Thursday, January 31, 2008

"Run Advertised Programs" with a limited account

If you have SCCM installed and you have an advertisement that has no manditory time then the user will see it in the Run Advertised programs (or add/remove depending on their settings) An issue has occured that if you are running in a locked down enviroment you might have a problem when sending advs down. We have our systems locked down so only a very few systems have Admin Rights. Even the IT dept runs with limited rights. We only use our admin account when necessary. The problem arises if you have this situation:

User only mode
No Manditory time on Advertisement
No Network Access Account

Bits 2.5 will fail at 99% or just not even start. Even though the Access Account is not used it prevents the download from occuring. When the same settings are used with an admin the problem is not seen. The solution is to configure a user account for use as the Network Access Account and downloads will work. Hopefully this will be fixed in the SP1 that should be out First Quarter of 2008

Wednesday, January 23, 2008

SCCM upgrade II

Well it seems I have it up and running, now I just need to configure everything. Seems that I needed the Enterprise AD admins to grant some permissions on the certificates for us little people. I was seeing that my certificate was not a valid cert and that SLL Client Authentication was not on the cert. As soon as that was solved I was able to add 2 computers to the SCCM computer collection. Of course it was well after work and I was very happy after fighting it for 3 days.

Monday, January 21, 2008

SCCM upgrade problems

Well I ran into some problems today while working on my SCCM upgrade. Seems I have a MP problem. It looks like my certificate might not have all the necessary options such as Client Authentication. I am waiting for the Enterprise guys to check the certificate. It is all install correctly and working but alas the clients can't talk to the server. There are multiple certificate problems. Well I will let you know exactly what was wrong and how I fixed it

Thursday, January 3, 2008

Patch Managment, the restart method

I have been asked and responded many times on various forums on how I do my patch management. Granted every organization is different so take it with a grain of salt. In an organization that is only 8am to 5pm with some people working late or early and where IT has been been given the power to control the machines on Patch Tuesday from 8pm to 6am here is what I do.
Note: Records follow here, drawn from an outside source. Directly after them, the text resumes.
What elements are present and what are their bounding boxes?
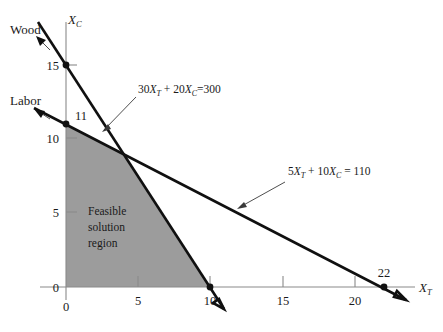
y-tick-label-10: 10: [47, 132, 60, 146]
labor-line-arrowhead: [394, 291, 406, 300]
region-label-line2: solution: [88, 221, 125, 233]
labor-label-arrowhead: [34, 109, 45, 118]
region-label-line3: region: [88, 237, 118, 250]
y-tick-label-0: 0: [53, 281, 59, 295]
point-wood-y-intercept: [63, 62, 70, 69]
graph-canvas: 15 10 5 0 0 5 10 15 20 11 22 XC XT Wood: [0, 0, 443, 332]
region-label-line1: Feasible: [88, 205, 126, 217]
labor-equation-label: 5XT + 10XC = 110: [288, 165, 371, 180]
point-label-11: 11: [75, 109, 87, 123]
linear-programming-graph: 15 10 5 0 0 5 10 15 20 11 22 XC XT Wood: [0, 0, 443, 332]
x-tick-label-20: 20: [349, 294, 362, 308]
labor-equation-arrowhead: [237, 202, 247, 209]
labor-equation-leader: [240, 182, 285, 207]
point-wood-x-intercept: [207, 284, 214, 291]
point-labor-x-intercept: [381, 284, 388, 291]
y-tick-label-15: 15: [47, 59, 60, 73]
wood-equation-label: 30XT + 20XC=300: [138, 83, 221, 98]
labor-label: Labor: [10, 93, 42, 108]
wood-equation-leader: [104, 97, 136, 130]
x-axis-label: XT: [418, 280, 433, 297]
point-labor-y-intercept: [63, 121, 70, 128]
point-label-22: 22: [378, 266, 391, 280]
x-tick-label-0: 0: [63, 300, 69, 314]
x-tick-label-15: 15: [277, 294, 290, 308]
y-tick-label-5: 5: [53, 206, 59, 220]
x-tick-label-5: 5: [135, 294, 141, 308]
wood-label: Wood: [10, 22, 41, 37]
y-axis-label: XC: [67, 12, 82, 29]
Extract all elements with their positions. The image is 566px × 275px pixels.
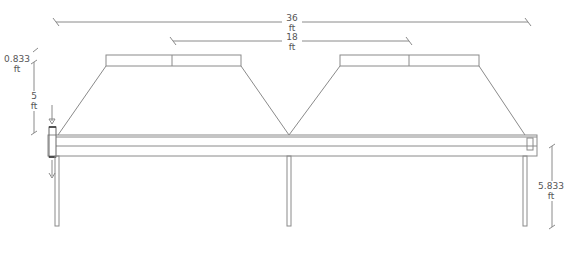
dim-unit: ft — [536, 191, 566, 201]
left-hood-side-l — [58, 66, 106, 135]
beam-end-fitting-left — [49, 127, 56, 157]
dim-value: 18 — [282, 32, 302, 42]
dim-label-overall: 36 ft — [282, 13, 302, 33]
dim-unit: ft — [26, 101, 42, 111]
right-hood-side-l — [289, 66, 340, 135]
leg-left — [55, 156, 59, 226]
right-hood-side-r — [479, 66, 525, 135]
dim-tick — [33, 48, 38, 52]
dim-value: 0.833 — [3, 54, 31, 64]
dim-label-hood-height: 5 ft — [26, 91, 42, 111]
leg-right — [523, 156, 527, 226]
dim-unit: ft — [282, 42, 302, 52]
dim-value: 5 — [26, 91, 42, 101]
dim-label-spacing: 18 ft — [282, 32, 302, 52]
left-hood-side-r — [241, 66, 289, 135]
dim-label-clearance: 5.833 ft — [536, 181, 566, 201]
dim-value: 5.833 — [536, 181, 566, 191]
dim-unit: ft — [3, 64, 31, 74]
leg-middle — [287, 156, 291, 226]
left-hood-cap — [106, 55, 241, 66]
dim-value: 36 — [282, 13, 302, 23]
dim-label-cap-height: 0.833 ft — [3, 54, 31, 74]
beam-end-cap-right — [527, 138, 533, 150]
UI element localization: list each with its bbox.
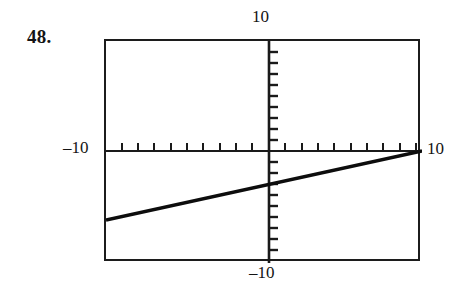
plot-canvas	[106, 41, 422, 263]
graph-figure: 48.	[0, 0, 465, 301]
x-axis-max-label: 10	[427, 140, 444, 158]
plotted-line	[106, 151, 422, 220]
x-axis-min-label: –10	[63, 139, 89, 157]
y-axis-min-label: –10	[249, 264, 275, 282]
exercise-number: 48.	[27, 27, 51, 47]
plot-frame	[104, 39, 420, 261]
y-axis-max-label: 10	[252, 8, 269, 26]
1. My patches are set to pre authorize and not have any user interaction
2. Patches are approved and setup to install by 4pm on Patch Tuesday
3. A system scan is done at 4:30pm when I can be assured the computers are on
4. A WOL packet is sent all over the state to all machines by 6pm, we have an inhouse software for this
5. A system scan is done at 7:30pm when I can be assured the computers are on
6. At 8pm all logged out machines are started and restarted when complete
7. At 11pm all logged on machines are patched and restarted when complete
8. At 1 AM all machines are restarted and scanned and patched again.
9. This is done every 3 hours until 5am when they are all set to stop. This insures that if a computer failed to install a patch that it will retry and have a restart if something happened
10. At 9:30AM a system scan is done for the morning report
11. At 10am patch install is set to install logged in/logged out but popup a message to the user for a restart


Out side of this we have a collection for each MS07-0XX patch and a Collection that has the previous scan package version. This is so we can target HTA popup messages. On unscanned machines (scan package version is current -1) we push a message box as soon as it comes on line and so the users understands a scan is about to start and then a patch will begin. On Thursday we send down a popup for the MS07-0XX patch subcollections with apopup telling the user they are missing a patch and to be aware it will attempt to install. If they recieve it more than 3 times they are to notify us. This means a patch is having an issue and IT needs to check it out.

This requires many complex collections and adv but we can have more than 80% patched the night of patch tuesday and then catch the rest later. These could be laptops, computers in closets, or messed up machines.